Senators Raja Zafarul Haq and Zafar Ali Shah of the PML-N criticised the bill and termed it an election stunt of the Pakistan People’s Party.

“We wanted to know why creation of Bahawalpur province had not been recommended by the commission, could a new province be created under Article 239 and how the commission had prepared its report,” Raja Zafarul Haq said.

The committee endorsed inclusion of the word ‘creation in Article 239 which currently only allows changes in the limits of existing provinces.

Senator Babar said: “The commission had received over 2,300 communications by post and email, besides inviting 15 experts for presentations.”

All members of the National Assembly and Senate belonging to the three divisions of southern Punjab were invited to express their views on the name and boundaries of the proposed province.

The committee was informed that the commission had concluded that one province should be carved out of Punjab to address the grievances of the people of its southern region.

A resolution adopted by the Punjab Assembly had called for ‘restoration’ of Bahawalpur province.

“However, during the commission’s investigations no evidence came to surface that Bahawalpur ever had the status of a province in the past. It transpired that it was a state, like other princely states, that was merged into the then West Pakistan. After the dismemberment of ‘one unit’ it was merged in Punjab,” the commission’s chief said.

A legal challenge to the merger of Bahawalpur into Punjab also failed. It was thus felt that making this former state a separate province would give rise to demands for turning other former states, like Khairpur and Swat, into provinces.

The commission concluded that Bahawalpur should be given special consideration within the new province to address the longstanding grievances of the former state and in deference to the resolution of the Punjab Assembly calling for restoration of a non-existent province, he said.

It proposed that the new province be named as Bahawalpur Janoobi Punjab with its capital in Bahawalpur. It was closer to the expression used in the resolutions adopted by the National Assembly and the Punjab Assembly, Mr Babar said.

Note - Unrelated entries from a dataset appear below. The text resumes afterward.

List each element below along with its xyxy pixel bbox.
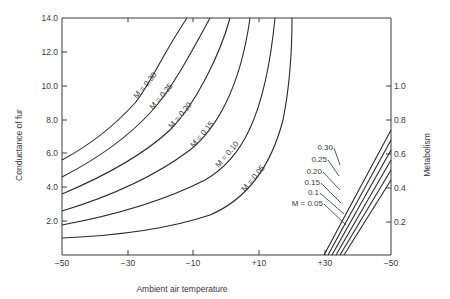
curve-label: M = 0.20 — [167, 100, 194, 130]
curve-m-020 — [62, 18, 230, 194]
y-right-tick-label: 0.2 — [394, 217, 406, 227]
metabolism-label: 0.1 — [308, 188, 320, 197]
y-axis-left-title: Conductance of fur — [14, 109, 24, 181]
y-tick-label: 10.0 — [41, 81, 58, 91]
curve-label: M = 0.15 — [189, 119, 216, 149]
y-tick-label: 12.0 — [41, 47, 58, 57]
x-tick-label: −10 — [186, 258, 201, 268]
metabolism-label: 0.30 — [317, 143, 333, 152]
x-tick-label: +30 — [318, 258, 333, 268]
metabolism-line-015 — [336, 160, 391, 255]
y-axis-right-labels: 0.2 0.4 0.6 0.8 1.0 — [394, 81, 406, 227]
y-right-tick-label: 0.4 — [394, 183, 406, 193]
curve-label: M = 0.10 — [214, 139, 241, 169]
x-tick-label: −50 — [55, 258, 70, 268]
curve-label: M = 0.25 — [148, 81, 175, 111]
x-axis-labels: −50 −30 −10 +10 +30 −50 — [55, 258, 399, 268]
curve-m-005 — [62, 18, 292, 238]
y-tick-label: 4.0 — [46, 182, 58, 192]
metabolism-label: 0.15 — [304, 178, 320, 187]
y-right-tick-label: 1.0 — [394, 81, 406, 91]
metabolism-labels: M = 0.05 0.1 0.15 0.20 0.25 0.30 — [292, 143, 334, 208]
y-right-tick-label: 0.8 — [394, 115, 406, 125]
y-axis-left-ticks — [62, 52, 67, 221]
metabolism-line-010 — [340, 170, 391, 255]
y-tick-label: 8.0 — [46, 115, 58, 125]
chart-canvas: 2.0 4.0 6.0 8.0 10.0 12.0 14.0 0.2 0.4 0… — [0, 0, 450, 299]
y-axis-left-labels: 2.0 4.0 6.0 8.0 10.0 12.0 14.0 — [41, 13, 58, 226]
metabolism-label: M = 0.05 — [292, 199, 324, 208]
x-tick-label: −50 — [384, 258, 399, 268]
metabolism-label: 0.25 — [311, 155, 327, 164]
y-tick-label: 14.0 — [41, 13, 58, 23]
x-axis-ticks — [128, 18, 325, 255]
plot-frame — [62, 18, 391, 255]
y-tick-label: 2.0 — [46, 216, 58, 226]
y-right-tick-label: 0.6 — [394, 149, 406, 159]
x-tick-label: −30 — [121, 258, 136, 268]
x-tick-label: +10 — [252, 258, 267, 268]
conductance-curves — [62, 18, 292, 238]
metabolism-label: 0.20 — [306, 167, 322, 176]
x-axis-title: Ambient air temperature — [136, 284, 227, 294]
curve-m-015 — [62, 18, 250, 211]
y-tick-label: 6.0 — [46, 148, 58, 158]
curve-label: M = 0.05 — [240, 163, 267, 193]
y-axis-right-title: Metabolism — [422, 133, 432, 176]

The committee was informed that the commission had prepared various possible models of the new province and adopted one comprising Multan, Dera Ghazi Khan and Bahawalpur divisions and Mianwali and Bhakkar districts.

Mr Babar said the commission considered various factors including sense of deprivation, under-development, geographical congruity, social cohesion and economic viability.

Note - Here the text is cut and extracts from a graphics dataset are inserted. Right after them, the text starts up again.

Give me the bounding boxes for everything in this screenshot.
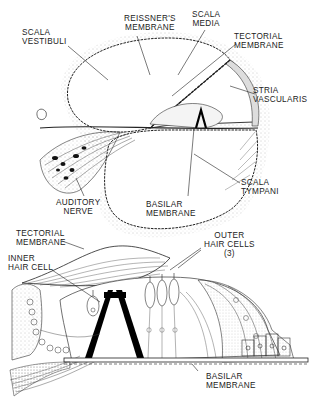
- label-tectorial-membrane-lower: TECTORIAL MEMBRANE: [16, 229, 66, 247]
- label-inner-hair-cell: INNER HAIR CELL: [8, 254, 53, 272]
- spiral-limbus: [12, 284, 42, 360]
- label-auditory-nerve: AUDITORY NERVE: [56, 198, 100, 216]
- osseous-spiral-lamina: [10, 362, 70, 396]
- organ-of-corti-detail: [10, 241, 308, 396]
- label-basilar-membrane-lower: BASILAR MEMBRANE: [206, 372, 256, 390]
- outer-hair-cells-group: [145, 279, 179, 308]
- inner-hair-cell-body: [87, 296, 99, 316]
- label-stria-vascularis: STRIA VASCULARIS: [253, 86, 307, 104]
- label-scala-media: SCALA MEDIA: [192, 10, 220, 28]
- label-outer-hair-cells: OUTER HAIR CELLS (3): [204, 231, 255, 258]
- vestibular-curl: [37, 109, 46, 119]
- label-reissners-membrane: REISSNER'S MEMBRANE: [124, 14, 176, 32]
- label-basilar-membrane-upper: BASILAR MEMBRANE: [146, 200, 196, 218]
- label-scala-tympani: SCALA TYMPANI: [241, 178, 279, 196]
- cochlea-diagram-figure: SCALA VESTIBULI REISSNER'S MEMBRANE SCAL…: [0, 0, 311, 404]
- label-scala-vestibuli: SCALA VESTIBULI: [22, 28, 67, 46]
- basilar-membrane-bar: [64, 358, 308, 362]
- label-tectorial-membrane-upper: TECTORIAL MEMBRANE: [234, 32, 284, 50]
- pillar-head: [104, 292, 126, 298]
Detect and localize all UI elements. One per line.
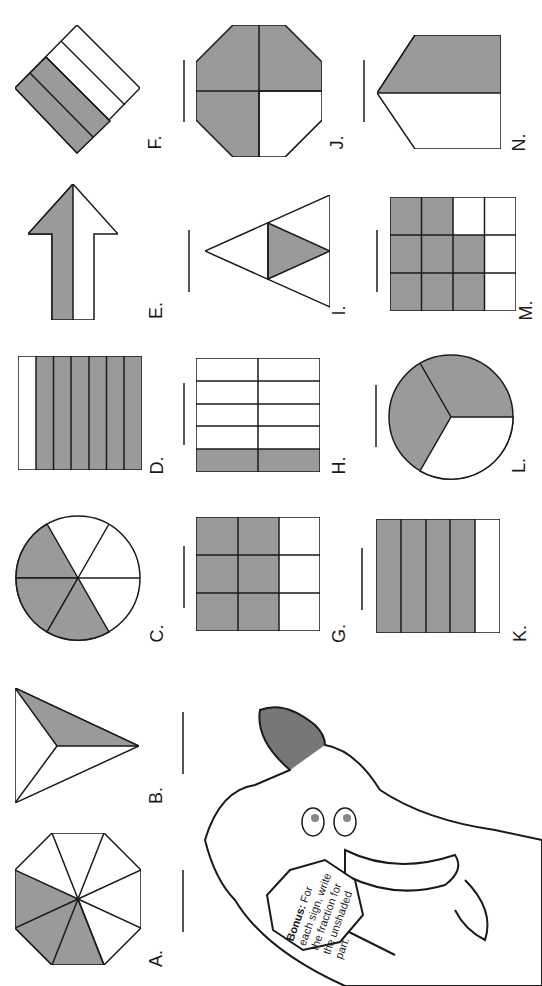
- label-e: E.: [146, 302, 167, 319]
- diamond-stripes-icon: [15, 25, 140, 155]
- answer-line-a[interactable]: [182, 870, 184, 932]
- octagon-eighths-icon: [15, 833, 141, 965]
- shape-c: [15, 513, 141, 643]
- octagon-quarters-icon: [196, 25, 322, 157]
- label-b: B.: [146, 787, 167, 804]
- answer-line-h[interactable]: [183, 383, 185, 445]
- label-h: H.: [329, 457, 350, 475]
- label-d: D.: [147, 457, 168, 475]
- answer-line-j[interactable]: [363, 60, 365, 122]
- grid-4x3-icon: [390, 197, 516, 311]
- rect-stripes-7-icon: [18, 356, 142, 470]
- shape-a: [15, 833, 141, 965]
- label-j: J.: [327, 135, 348, 149]
- triangle-fourths-icon: [205, 195, 330, 310]
- rect-stripes-5-icon: [376, 519, 500, 633]
- shape-n: [377, 35, 501, 149]
- label-a: A.: [146, 950, 167, 967]
- circle-sixths-icon: [15, 513, 141, 643]
- shape-h: [196, 358, 320, 472]
- shape-g: [196, 517, 320, 631]
- arrow-halves-icon: [28, 184, 118, 320]
- label-f: F.: [145, 135, 166, 149]
- shape-i: [205, 195, 330, 310]
- duck-mascot-icon: Bonus: For each sign, write the fraction…: [195, 680, 542, 986]
- shape-b: [15, 688, 139, 803]
- label-l: L.: [509, 458, 530, 473]
- circle-thirds-icon: [388, 352, 514, 482]
- label-m: M.: [516, 301, 537, 321]
- shape-k: [376, 519, 500, 633]
- shape-l: [388, 352, 514, 482]
- answer-line-i[interactable]: [376, 230, 378, 292]
- answer-line-l[interactable]: [375, 385, 377, 447]
- triangle-thirds-icon: [15, 688, 139, 803]
- shape-d: [18, 356, 142, 470]
- label-n: N.: [509, 134, 530, 152]
- label-k: K.: [510, 625, 531, 642]
- answer-line-e[interactable]: [188, 230, 190, 292]
- label-g: G.: [329, 624, 350, 643]
- grid-2x5-icon: [196, 358, 320, 472]
- shape-j: [196, 25, 322, 157]
- shape-e: [28, 184, 118, 320]
- answer-line-f[interactable]: [183, 60, 185, 122]
- answer-line-g[interactable]: [183, 546, 185, 608]
- label-i: I.: [329, 305, 350, 315]
- answer-line-b[interactable]: [182, 712, 184, 774]
- grid-3x3-icon: [196, 517, 320, 631]
- duck-illustration: Bonus: For each sign, write the fraction…: [195, 680, 542, 986]
- shape-f: [15, 25, 140, 155]
- shape-m: [390, 197, 516, 311]
- pentagon-halves-icon: [377, 35, 501, 149]
- label-c: C.: [147, 625, 168, 643]
- answer-line-k[interactable]: [361, 548, 363, 610]
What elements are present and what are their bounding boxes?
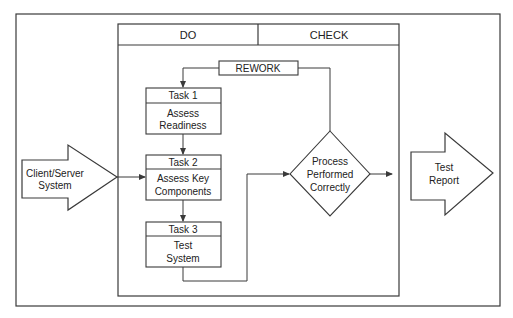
rework-loop-right bbox=[298, 68, 330, 131]
task-2-title: Task 2 bbox=[169, 157, 198, 168]
input-label-line2: System bbox=[38, 180, 71, 191]
task-2-line2: Components bbox=[155, 186, 212, 197]
task-3: Task 3 Test System bbox=[146, 222, 221, 267]
task-1: Task 1 Assess Readiness bbox=[146, 88, 221, 134]
rework-loop-left bbox=[183, 68, 219, 87]
rework-label: REWORK bbox=[236, 63, 281, 74]
decision-line1: Process bbox=[312, 156, 348, 167]
output-arrow-shape bbox=[411, 133, 493, 215]
task-3-line1: Test bbox=[174, 240, 193, 251]
decision-line3: Correctly bbox=[310, 182, 350, 193]
output-label-line2: Report bbox=[429, 175, 459, 186]
task-3-title: Task 3 bbox=[169, 224, 198, 235]
column-header-do: DO bbox=[180, 29, 197, 41]
workflow-diagram: DO CHECK Client/Server System REWORK Tas… bbox=[0, 0, 513, 318]
decision-line2: Performed bbox=[307, 169, 354, 180]
task-1-line1: Assess bbox=[167, 108, 199, 119]
task-1-line2: Readiness bbox=[159, 120, 206, 131]
task-2: Task 2 Assess Key Components bbox=[146, 155, 221, 200]
input-label-line1: Client/Server bbox=[26, 168, 84, 179]
task-3-line2: System bbox=[166, 253, 199, 264]
task-2-line1: Assess Key bbox=[157, 173, 209, 184]
task-1-title: Task 1 bbox=[169, 90, 198, 101]
column-header-check: CHECK bbox=[310, 29, 349, 41]
output-label-line1: Test bbox=[435, 162, 454, 173]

It was beyond the mandate of the commission, he added, to consider division of any other province because neither any assembly had adopted such a resolution nor the notification had asked it to do so.

The bill is likely to remain pending in the Senate till the dissolution of assemblies and will not be passed by either house of parliament.

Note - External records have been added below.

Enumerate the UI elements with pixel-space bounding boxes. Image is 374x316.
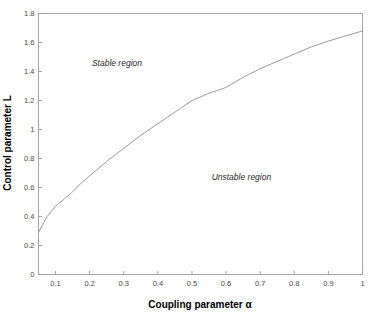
x-tick-label: 0.1 xyxy=(50,279,60,288)
y-tick-label: 0.4 xyxy=(24,212,34,221)
y-tick-label: 1.6 xyxy=(24,38,34,47)
y-tick-label: 1.8 xyxy=(24,9,34,18)
x-tick-label: 0.3 xyxy=(119,279,129,288)
x-tick-label: 0.4 xyxy=(153,279,163,288)
x-tick-label: 0.5 xyxy=(187,279,197,288)
x-tick-label: 0.7 xyxy=(255,279,265,288)
y-tick-label: 1 xyxy=(30,125,34,134)
x-axis-title: Coupling parameter α xyxy=(148,299,252,310)
x-tick-label: 0.2 xyxy=(84,279,94,288)
y-tick-label: 0.6 xyxy=(24,183,34,192)
x-tick-label: 0.9 xyxy=(323,279,333,288)
y-tick-label: 1.2 xyxy=(24,96,34,105)
y-axis-title: Control parameter L xyxy=(2,95,13,191)
stable-region-label: Stable region xyxy=(92,58,142,68)
y-tick-label: 1.4 xyxy=(24,67,34,76)
x-tick-label: 1 xyxy=(360,279,364,288)
x-tick-label: 0.6 xyxy=(221,279,231,288)
y-tick-label: 0.8 xyxy=(24,154,34,163)
y-tick-label: 0 xyxy=(30,270,34,279)
unstable-region-label: Unstable region xyxy=(212,172,272,182)
stability-boundary-chart: 00.20.40.60.811.21.41.61.8 0.10.20.30.40… xyxy=(0,0,374,316)
x-tick-label: 0.8 xyxy=(289,279,299,288)
chart-figure: 00.20.40.60.811.21.41.61.8 0.10.20.30.40… xyxy=(0,0,374,316)
y-tick-label: 0.2 xyxy=(24,241,34,250)
figure-background xyxy=(0,0,374,316)
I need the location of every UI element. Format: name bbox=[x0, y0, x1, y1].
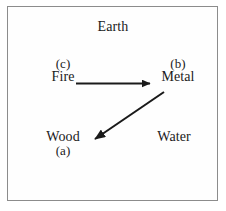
node-metal: (b) Metal bbox=[148, 57, 208, 85]
figure-border bbox=[7, 6, 218, 201]
node-fire-label: Fire bbox=[36, 70, 90, 84]
diagram-root: Earth (c) Fire (b) Metal Wood (a) Water bbox=[0, 0, 226, 211]
node-earth: Earth bbox=[82, 20, 144, 34]
node-metal-label: Metal bbox=[148, 70, 208, 84]
node-wood-tag: (a) bbox=[32, 144, 94, 157]
node-water-label: Water bbox=[144, 130, 204, 144]
node-earth-label: Earth bbox=[82, 20, 144, 34]
node-wood-label: Wood bbox=[32, 130, 94, 144]
node-fire-tag: (c) bbox=[36, 57, 90, 70]
node-fire: (c) Fire bbox=[36, 57, 90, 85]
node-metal-tag: (b) bbox=[148, 57, 208, 70]
node-wood: Wood (a) bbox=[32, 130, 94, 158]
node-water: Water bbox=[144, 130, 204, 144]
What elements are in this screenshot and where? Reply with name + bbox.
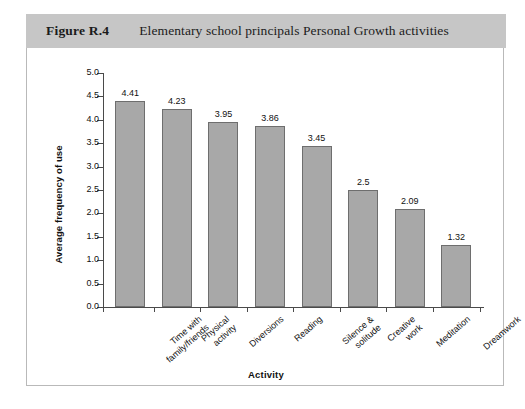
- bar-value-label: 1.32: [436, 232, 476, 242]
- figure-caption: Elementary school principals Personal Gr…: [139, 23, 449, 39]
- x-axis-tick: [103, 307, 104, 312]
- x-axis-category-label: Creative work: [385, 314, 424, 352]
- chart-plot-area: Average frequency of use Activity 5.04.5…: [27, 49, 505, 386]
- x-axis-title: Activity: [27, 369, 505, 380]
- y-axis-tick-label: 0.5: [86, 278, 99, 288]
- x-axis-tick: [154, 307, 155, 312]
- bar-value-label: 3.95: [203, 109, 243, 119]
- y-axis-tick-label: 2.0: [86, 207, 99, 217]
- y-axis-tick-label: 1.5: [86, 231, 99, 241]
- figure-header: Figure R.4 Elementary school principals …: [26, 14, 506, 48]
- bar: [395, 209, 425, 307]
- x-axis-category-label: Silence & solitude: [340, 314, 382, 355]
- x-axis-tick: [433, 307, 434, 312]
- bar: [302, 146, 332, 307]
- y-axis-tick-label: 3.5: [86, 137, 99, 147]
- x-axis-tick: [386, 307, 387, 312]
- figure-number: Figure R.4: [46, 23, 109, 39]
- x-axis-category-label: Dreamwork: [482, 314, 524, 352]
- bar-value-label: 2.5: [343, 177, 383, 187]
- y-axis-tick-label: 0.0: [86, 301, 99, 311]
- x-axis-tick: [293, 307, 294, 312]
- x-axis-category-label: Reading: [292, 314, 324, 344]
- x-axis-tick: [340, 307, 341, 312]
- figure-card: Figure R.4 Elementary school principals …: [26, 14, 504, 386]
- y-axis-title: Average frequency of use: [53, 125, 64, 285]
- bar-value-label: 2.09: [390, 196, 430, 206]
- figure-page: Figure R.4 Elementary school principals …: [0, 0, 525, 409]
- y-axis-line: [103, 73, 104, 308]
- x-axis-category-label: Diversions: [248, 314, 287, 349]
- y-axis-tick-label: 1.0: [86, 254, 99, 264]
- bar: [348, 190, 378, 307]
- x-axis-tick: [247, 307, 248, 312]
- y-axis-tick-label: 4.5: [86, 90, 99, 100]
- bar: [115, 101, 145, 307]
- bar-value-label: 3.86: [250, 113, 290, 123]
- bar: [441, 245, 471, 307]
- bar: [162, 109, 192, 307]
- bar-value-label: 4.41: [110, 88, 150, 98]
- y-axis-tick-label: 2.5: [86, 184, 99, 194]
- x-axis-tick: [480, 307, 481, 312]
- y-axis-tick-label: 5.0: [86, 67, 99, 77]
- bar: [208, 122, 238, 307]
- bar-value-label: 3.45: [297, 133, 337, 143]
- y-axis-tick-label: 3.0: [86, 161, 99, 171]
- x-axis-category-label: Physical activity: [199, 314, 238, 352]
- y-axis-tick-label: 4.0: [86, 114, 99, 124]
- x-axis-category-label: Meditation: [434, 314, 472, 349]
- x-axis-tick: [200, 307, 201, 312]
- bar: [255, 126, 285, 307]
- bar-value-label: 4.23: [157, 96, 197, 106]
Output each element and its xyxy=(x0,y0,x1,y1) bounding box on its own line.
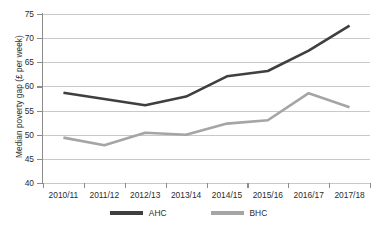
legend-swatch-ahc xyxy=(110,211,143,214)
legend-label: BHC xyxy=(250,208,268,218)
legend-item-ahc[interactable]: AHC xyxy=(110,208,167,218)
legend-swatch-bhc xyxy=(211,211,244,214)
series-line-bhc xyxy=(63,93,349,145)
series-layer xyxy=(0,0,377,228)
chart-legend: AHCBHC xyxy=(0,208,377,218)
line-chart: Median poverty gap (£ per week) 40455055… xyxy=(0,0,377,228)
legend-item-bhc[interactable]: BHC xyxy=(211,208,268,218)
legend-label: AHC xyxy=(149,208,167,218)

Article 76 of the Constitution says: “A bill pending in the Senate, which has not been passed by the National Assembly, shall not lapse on the dissolution of the National Assembly,” but “a bill pending in the National Assembly, or a bill which having been passed by the National Assembly is pending in the Senate, shall lapse on the dissolution of the National Assembly.”

When contacted, Law Minister Farooq Naek said: “We have two-thirds majority in the Senate and, therefore, the bill was tabled in the house.”